What is “Monogamish” and is it the answer to infidelity?

What exactly is monogamish? Is this the real answer to the age-old problem of infidelity?
Last summer, while leading a training session for my Mastery Class community, I spent a few days going into great detail with them about red love versus blue love. Essentially, I was talking about loving from fear and attachment, which I call red love (and which is clearly the main form of love on this planet), versus loving from joy body or freedom, which I call blue love.
That community found inspiration in those chats and unanimously asked me to write a book about this. And so, in stolen moments here and there, I’m slowing penning a few chapters.
Here is part of what’s been rolling around in me lately. I’ve been thinking about a lovely term that some New Yorkers I recently met introduced to me: monogamish. It means, “primarily monogamous, but could be open given the right circumstance.”
I am not a person who is going to stand on principle when it comes to falling in love.
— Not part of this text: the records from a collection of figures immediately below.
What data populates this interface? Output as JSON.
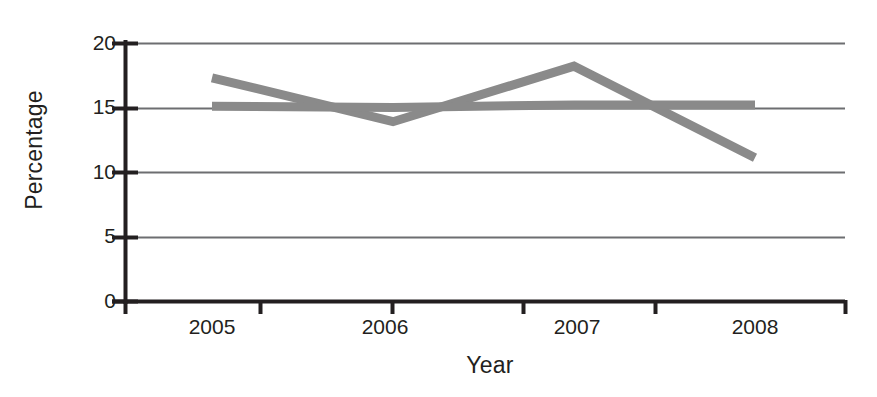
{
  "chart_data": {
    "type": "line",
    "title": "",
    "xlabel": "Year",
    "ylabel": "Percentage",
    "categories": [
      "2005",
      "2006",
      "2007",
      "2008"
    ],
    "x": [
      2005,
      2006,
      2007,
      2008
    ],
    "series": [
      {
        "name": "series-1",
        "values": [
          17.3,
          13.9,
          18.2,
          11.1
        ],
        "color": "#8a8a8a"
      },
      {
        "name": "series-2",
        "values": [
          15.1,
          15.0,
          15.2,
          15.2
        ],
        "color": "#8a8a8a"
      }
    ],
    "ylim": [
      0,
      20
    ],
    "yticks": [
      0,
      5,
      10,
      15,
      20
    ],
    "ytick_labels": [
      "0",
      "5",
      "10",
      "15",
      "20"
    ],
    "xtick_labels": [
      "2005",
      "2006",
      "2007",
      "2008"
    ],
    "grid": true,
    "grid_axis": "y",
    "legend": "none",
    "line_width_px": 9,
    "colors": {
      "line": "#8a8a8a",
      "grid": "#6d6e71",
      "axis": "#231f20",
      "text": "#231f20",
      "background": "#ffffff"
    }
  },
  "axes": {
    "y_title": "Percentage",
    "x_title": "Year",
    "y_ticks": [
      {
        "label": "20",
        "value": 20
      },
      {
        "label": "15",
        "value": 15
      },
      {
        "label": "10",
        "value": 10
      },
      {
        "label": "5",
        "value": 5
      },
      {
        "label": "0",
        "value": 0
      }
    ],
    "x_ticks": [
      {
        "label": "2005"
      },
      {
        "label": "2006"
      },
      {
        "label": "2007"
      },
      {
        "label": "2008"
      }
    ]
  }
}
Love wins in my book. I will, however, be very, very clear; I will move very slowly and be certain there will be no harm. Meaning I can’t sign off on non-consensual elements or persons, and I can’t move towards or away from love and sex because of elements of fear.
So, what is infidelity? What is monogamy? And why are they so deeply connected? Are they deeply connected?
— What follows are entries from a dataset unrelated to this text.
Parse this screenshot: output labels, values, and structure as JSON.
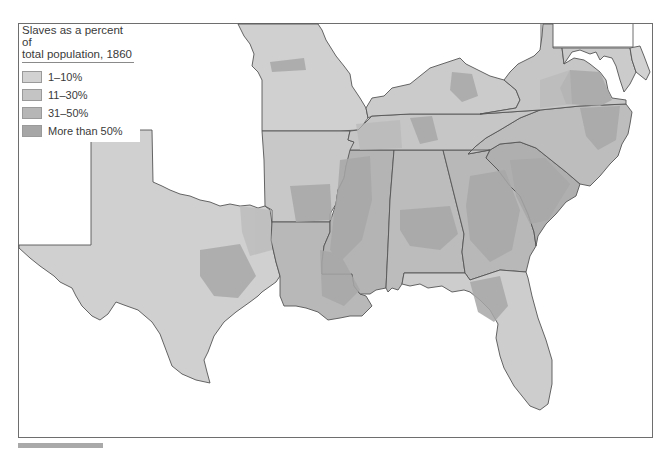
{
  "legend": {
    "title_line1": "Slaves as a percent of",
    "title_line2": "total population, 1860",
    "items": [
      {
        "label": "1–10%",
        "color": "#d2d2d2"
      },
      {
        "label": "11–30%",
        "color": "#c4c4c4"
      },
      {
        "label": "31–50%",
        "color": "#b6b6b6"
      },
      {
        "label": "More than 50%",
        "color": "#a6a6a6"
      }
    ]
  },
  "map": {
    "subject": "Southern United States counties, 1860",
    "states": [
      "Texas",
      "Missouri",
      "Arkansas",
      "Louisiana",
      "Mississippi",
      "Alabama",
      "Georgia",
      "Florida",
      "South Carolina",
      "North Carolina",
      "Tennessee",
      "Kentucky",
      "Virginia",
      "Maryland",
      "Delaware"
    ],
    "colors": {
      "frame": "#6e6e6e",
      "state_border": "#555555",
      "background": "#ffffff"
    }
  }
}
I don’t really know if we can define infidelity by a single act of transgression. I mean, what defines a transgression? Looking at porn? Chat rooms? A happy ending at a massage? An emotional connection with sexual undertones at the office, or the coffee shop? A close friendship with an ex-lover? Re-engaging with an ex lover and creating a powerful emotional connection? Having a deep emotional connection with a hot friend that you can’t share with your primary partner? Hot sex with a secret someone your primary partner knows nothing about, but only in your head?
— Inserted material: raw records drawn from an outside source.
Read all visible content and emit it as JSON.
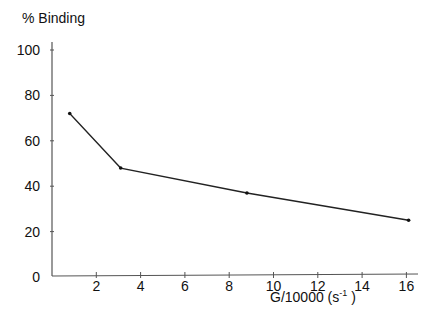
{
  "chart_data": {
    "type": "line",
    "title": "",
    "ylabel": "% Binding",
    "xlabel": "G/10000  (s",
    "xlabel_sup": "-1",
    "xlabel_close": ")",
    "xlim": [
      0,
      16.3
    ],
    "ylim": [
      0,
      100
    ],
    "x_ticks": [
      2,
      4,
      6,
      8,
      10,
      12,
      14,
      16
    ],
    "y_ticks": [
      0,
      20,
      40,
      60,
      80,
      100
    ],
    "grid": false,
    "series": [
      {
        "name": "% Binding",
        "x": [
          0.8,
          3.1,
          8.8,
          16.1
        ],
        "values": [
          72,
          48,
          37,
          25
        ]
      }
    ],
    "colors": {
      "line": "#222222",
      "axis": "#555555",
      "text": "#111111"
    }
  }
}
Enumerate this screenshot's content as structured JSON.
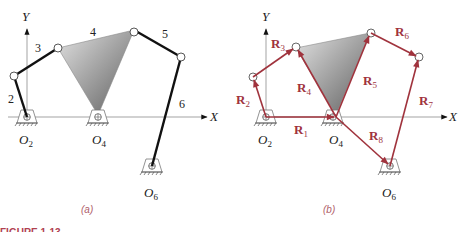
{
  "figure": {
    "caption_fragment": "FIGURE 1-13",
    "colors": {
      "link": "#1a1a1a",
      "vector": "#a0333d",
      "axis": "#999999",
      "panel_label": "#b0606a",
      "ternary_dark": "#6e6e6e",
      "ternary_light": "#d6d6d6"
    }
  },
  "panel_a": {
    "label": "(a)",
    "axes": {
      "x": "X",
      "y": "Y"
    },
    "link_labels": [
      "2",
      "3",
      "4",
      "5",
      "6"
    ],
    "ground_pivots": [
      {
        "name": "O",
        "sub": "2"
      },
      {
        "name": "O",
        "sub": "4"
      },
      {
        "name": "O",
        "sub": "6"
      }
    ]
  },
  "panel_b": {
    "label": "(b)",
    "axes": {
      "x": "X",
      "y": "Y"
    },
    "vectors": [
      {
        "name": "R",
        "sub": "1"
      },
      {
        "name": "R",
        "sub": "2"
      },
      {
        "name": "R",
        "sub": "3"
      },
      {
        "name": "R",
        "sub": "4"
      },
      {
        "name": "R",
        "sub": "5"
      },
      {
        "name": "R",
        "sub": "6"
      },
      {
        "name": "R",
        "sub": "7"
      },
      {
        "name": "R",
        "sub": "8"
      }
    ],
    "ground_pivots": [
      {
        "name": "O",
        "sub": "2"
      },
      {
        "name": "O",
        "sub": "4"
      },
      {
        "name": "O",
        "sub": "6"
      }
    ]
  }
}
Dr. Esther Perel defines it beautifully in three equal movements: A secret, an emotional connection, and sexual alchemy. She uses the term alchemy to mean actual or imaginary, under the premise that romantic imagination can be a more powerful drug equal to actual lovemaking. (I don’t agree with her use of the term alchemy, but as for imagination’s role in sex, hell yes! “I didn’t actually do it” is a very lame avoidance of “but I thought about it a lot!”)
So, here’s the rub. (Pun maybe intended.) When we become involved in a relationship, we start to juggle a lot of hats—which is to say, we take on any number of roles: roommate, lover, business partner, friend, co-parent. And goodness, it’s hard to juggle all that. So fear steps in and says: “Don’t drop those balls! Just use routine, pick a role, and run with it!” Thus: “I’ll cook, you clean. I’ll earn money, you be the primary caretaker of the kids. I’ll carry this burden, you take that one.” And behind all that is fear, saying: “These roles are awesome; they keep us safe, and equally dependent on each other and therefore in a perfectly pressurized system. That breaks if we stray!”
I don’t know if you followed me there… but we did not say, “Let’s keep risking and evolving and being in the moment, even though we bought a house and have kids, let’s stay in the unknown and really have no idea how this is going to work..!” Because fear can’t stand that. Fear doesn’t know we are already safe, loved, whole at this moment. Right here…in the unknown. And we mostly know love as fear and need. Fear wins.
But nothing kills sex and romance quicker than a role. And need and dependence are like the least sexy things out there. They overwhelm and strangle and collapse a person. Roles kill the human spirit, and once you get in that role for a while you become a “dead man walking” and then infidelity becomes pretty low-hanging fruit because it’s a source of aliveness, of excitement, of relief.
People cheat because they feel lost.
People feel lost, because they let fear win.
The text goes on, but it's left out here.